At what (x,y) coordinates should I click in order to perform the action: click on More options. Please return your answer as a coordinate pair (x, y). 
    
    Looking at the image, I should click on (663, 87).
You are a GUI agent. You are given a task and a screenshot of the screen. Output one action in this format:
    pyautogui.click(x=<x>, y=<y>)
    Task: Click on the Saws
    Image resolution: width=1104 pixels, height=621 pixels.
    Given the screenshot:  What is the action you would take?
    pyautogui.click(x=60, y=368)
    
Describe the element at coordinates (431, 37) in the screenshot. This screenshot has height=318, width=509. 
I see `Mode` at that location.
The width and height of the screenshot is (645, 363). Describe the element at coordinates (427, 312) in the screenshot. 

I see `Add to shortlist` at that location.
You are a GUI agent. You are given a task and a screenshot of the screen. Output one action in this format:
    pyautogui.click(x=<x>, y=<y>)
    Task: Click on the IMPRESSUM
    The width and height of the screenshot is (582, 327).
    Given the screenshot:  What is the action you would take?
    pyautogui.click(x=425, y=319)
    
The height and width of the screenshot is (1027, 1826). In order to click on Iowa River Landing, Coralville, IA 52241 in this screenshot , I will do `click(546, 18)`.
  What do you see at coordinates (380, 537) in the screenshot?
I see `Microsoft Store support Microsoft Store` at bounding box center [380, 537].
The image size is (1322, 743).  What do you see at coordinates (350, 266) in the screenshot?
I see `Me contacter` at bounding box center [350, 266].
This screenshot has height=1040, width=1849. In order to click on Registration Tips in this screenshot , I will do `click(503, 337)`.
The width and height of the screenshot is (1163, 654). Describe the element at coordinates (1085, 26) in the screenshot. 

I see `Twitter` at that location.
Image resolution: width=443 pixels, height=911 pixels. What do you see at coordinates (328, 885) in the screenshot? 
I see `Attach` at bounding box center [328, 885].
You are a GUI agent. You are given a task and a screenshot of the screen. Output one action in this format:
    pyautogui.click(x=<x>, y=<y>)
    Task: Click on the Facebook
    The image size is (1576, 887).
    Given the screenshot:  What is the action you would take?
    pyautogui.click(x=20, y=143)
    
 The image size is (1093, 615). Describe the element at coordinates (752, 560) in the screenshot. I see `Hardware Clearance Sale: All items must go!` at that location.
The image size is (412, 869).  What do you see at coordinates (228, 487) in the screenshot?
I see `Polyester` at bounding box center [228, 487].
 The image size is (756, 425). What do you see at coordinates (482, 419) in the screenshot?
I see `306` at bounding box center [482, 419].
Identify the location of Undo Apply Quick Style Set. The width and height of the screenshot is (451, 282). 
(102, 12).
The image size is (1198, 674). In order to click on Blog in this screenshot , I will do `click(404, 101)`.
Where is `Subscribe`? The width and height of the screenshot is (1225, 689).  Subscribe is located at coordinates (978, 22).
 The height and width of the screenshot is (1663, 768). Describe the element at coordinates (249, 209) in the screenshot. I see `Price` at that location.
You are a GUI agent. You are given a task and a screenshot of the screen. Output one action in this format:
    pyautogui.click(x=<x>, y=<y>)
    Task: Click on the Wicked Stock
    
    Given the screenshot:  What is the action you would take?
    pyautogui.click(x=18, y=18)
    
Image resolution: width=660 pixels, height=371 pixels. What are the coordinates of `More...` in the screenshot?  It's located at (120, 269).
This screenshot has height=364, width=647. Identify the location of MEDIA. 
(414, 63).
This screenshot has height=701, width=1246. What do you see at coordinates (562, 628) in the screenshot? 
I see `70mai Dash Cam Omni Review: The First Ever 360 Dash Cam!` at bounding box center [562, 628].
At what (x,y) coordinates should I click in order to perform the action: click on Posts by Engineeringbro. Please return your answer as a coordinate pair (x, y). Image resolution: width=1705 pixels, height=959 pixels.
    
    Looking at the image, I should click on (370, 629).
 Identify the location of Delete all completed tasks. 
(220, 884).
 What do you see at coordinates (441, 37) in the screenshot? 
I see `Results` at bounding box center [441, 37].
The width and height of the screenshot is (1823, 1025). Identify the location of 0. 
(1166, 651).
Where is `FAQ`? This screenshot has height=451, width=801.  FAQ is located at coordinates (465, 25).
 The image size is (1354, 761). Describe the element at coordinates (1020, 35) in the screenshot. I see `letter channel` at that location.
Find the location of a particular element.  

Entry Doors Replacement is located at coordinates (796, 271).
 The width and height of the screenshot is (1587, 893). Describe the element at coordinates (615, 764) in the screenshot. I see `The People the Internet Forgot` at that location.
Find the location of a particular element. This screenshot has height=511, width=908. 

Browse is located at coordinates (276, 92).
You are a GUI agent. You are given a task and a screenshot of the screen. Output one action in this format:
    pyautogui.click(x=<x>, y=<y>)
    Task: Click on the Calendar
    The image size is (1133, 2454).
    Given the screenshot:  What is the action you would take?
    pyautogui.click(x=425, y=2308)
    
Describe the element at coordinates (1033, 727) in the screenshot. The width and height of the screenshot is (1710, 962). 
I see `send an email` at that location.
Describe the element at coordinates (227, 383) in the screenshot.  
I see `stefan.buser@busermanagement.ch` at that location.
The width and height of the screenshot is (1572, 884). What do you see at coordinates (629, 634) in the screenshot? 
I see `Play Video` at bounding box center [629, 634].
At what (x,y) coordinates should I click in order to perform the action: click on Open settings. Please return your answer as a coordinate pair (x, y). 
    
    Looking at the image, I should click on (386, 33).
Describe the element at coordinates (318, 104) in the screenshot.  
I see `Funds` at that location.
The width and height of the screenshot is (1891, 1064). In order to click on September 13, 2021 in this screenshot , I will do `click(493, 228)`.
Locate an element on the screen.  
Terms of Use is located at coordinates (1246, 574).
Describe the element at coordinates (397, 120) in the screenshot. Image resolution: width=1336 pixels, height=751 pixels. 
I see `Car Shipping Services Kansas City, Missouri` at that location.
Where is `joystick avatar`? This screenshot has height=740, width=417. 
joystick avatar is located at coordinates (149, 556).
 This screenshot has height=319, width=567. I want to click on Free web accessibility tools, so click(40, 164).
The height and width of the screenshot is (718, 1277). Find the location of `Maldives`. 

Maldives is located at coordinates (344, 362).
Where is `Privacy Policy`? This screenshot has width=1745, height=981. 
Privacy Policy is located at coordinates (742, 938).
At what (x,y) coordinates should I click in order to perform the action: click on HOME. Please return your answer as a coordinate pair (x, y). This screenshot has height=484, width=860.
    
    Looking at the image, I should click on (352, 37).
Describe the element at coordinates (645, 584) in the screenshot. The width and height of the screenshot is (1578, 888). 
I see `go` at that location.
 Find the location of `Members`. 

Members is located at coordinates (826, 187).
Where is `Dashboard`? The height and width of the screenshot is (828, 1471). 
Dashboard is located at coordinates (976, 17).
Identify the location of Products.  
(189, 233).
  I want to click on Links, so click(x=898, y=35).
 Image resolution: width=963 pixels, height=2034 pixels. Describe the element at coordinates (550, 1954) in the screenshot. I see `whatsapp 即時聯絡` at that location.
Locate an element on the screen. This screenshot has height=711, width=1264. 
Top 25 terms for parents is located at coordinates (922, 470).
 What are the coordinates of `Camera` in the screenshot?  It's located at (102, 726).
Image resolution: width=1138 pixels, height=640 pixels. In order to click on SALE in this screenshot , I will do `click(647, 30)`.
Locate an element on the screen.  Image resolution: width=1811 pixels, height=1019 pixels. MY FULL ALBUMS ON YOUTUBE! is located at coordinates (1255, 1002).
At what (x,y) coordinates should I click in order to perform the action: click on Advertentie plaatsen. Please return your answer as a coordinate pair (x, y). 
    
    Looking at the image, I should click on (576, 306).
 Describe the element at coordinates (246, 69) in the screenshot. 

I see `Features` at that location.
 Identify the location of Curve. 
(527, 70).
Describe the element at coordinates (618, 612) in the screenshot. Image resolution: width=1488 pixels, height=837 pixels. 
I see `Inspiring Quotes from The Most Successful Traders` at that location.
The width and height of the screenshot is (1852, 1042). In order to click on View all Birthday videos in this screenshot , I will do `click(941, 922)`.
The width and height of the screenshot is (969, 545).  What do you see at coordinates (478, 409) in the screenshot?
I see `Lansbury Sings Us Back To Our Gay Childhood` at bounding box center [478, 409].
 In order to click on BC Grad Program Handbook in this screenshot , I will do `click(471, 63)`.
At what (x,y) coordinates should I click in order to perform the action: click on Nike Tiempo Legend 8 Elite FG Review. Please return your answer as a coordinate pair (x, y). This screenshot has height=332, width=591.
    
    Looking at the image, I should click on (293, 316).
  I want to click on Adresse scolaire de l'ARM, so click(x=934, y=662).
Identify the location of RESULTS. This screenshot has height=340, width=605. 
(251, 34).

------------------------------------------------

:: WHAT IS BEING ASKED ::
Of all the entries above, repeat only the lines from the line that has "Image resolution: width=1104" to the line that has "This screenshot has height=1040, width=1849.", both lines included, exactly.

:: SOLUTION ::
    Image resolution: width=1104 pixels, height=621 pixels.
    Given the screenshot:  What is the action you would take?
    pyautogui.click(x=60, y=368)
    
Describe the element at coordinates (431, 37) in the screenshot. This screenshot has height=318, width=509. 
I see `Mode` at that location.
The width and height of the screenshot is (645, 363). Describe the element at coordinates (427, 312) in the screenshot. 

I see `Add to shortlist` at that location.
You are a GUI agent. You are given a task and a screenshot of the screen. Output one action in this format:
    pyautogui.click(x=<x>, y=<y>)
    Task: Click on the IMPRESSUM
    The width and height of the screenshot is (582, 327).
    Given the screenshot:  What is the action you would take?
    pyautogui.click(x=425, y=319)
    
The height and width of the screenshot is (1027, 1826). In order to click on Iowa River Landing, Coralville, IA 52241 in this screenshot , I will do `click(546, 18)`.
  What do you see at coordinates (380, 537) in the screenshot?
I see `Microsoft Store support Microsoft Store` at bounding box center [380, 537].
The image size is (1322, 743).  What do you see at coordinates (350, 266) in the screenshot?
I see `Me contacter` at bounding box center [350, 266].
This screenshot has height=1040, width=1849. In order to click on Registration Tips in this screenshot , I will do `click(503, 337)`.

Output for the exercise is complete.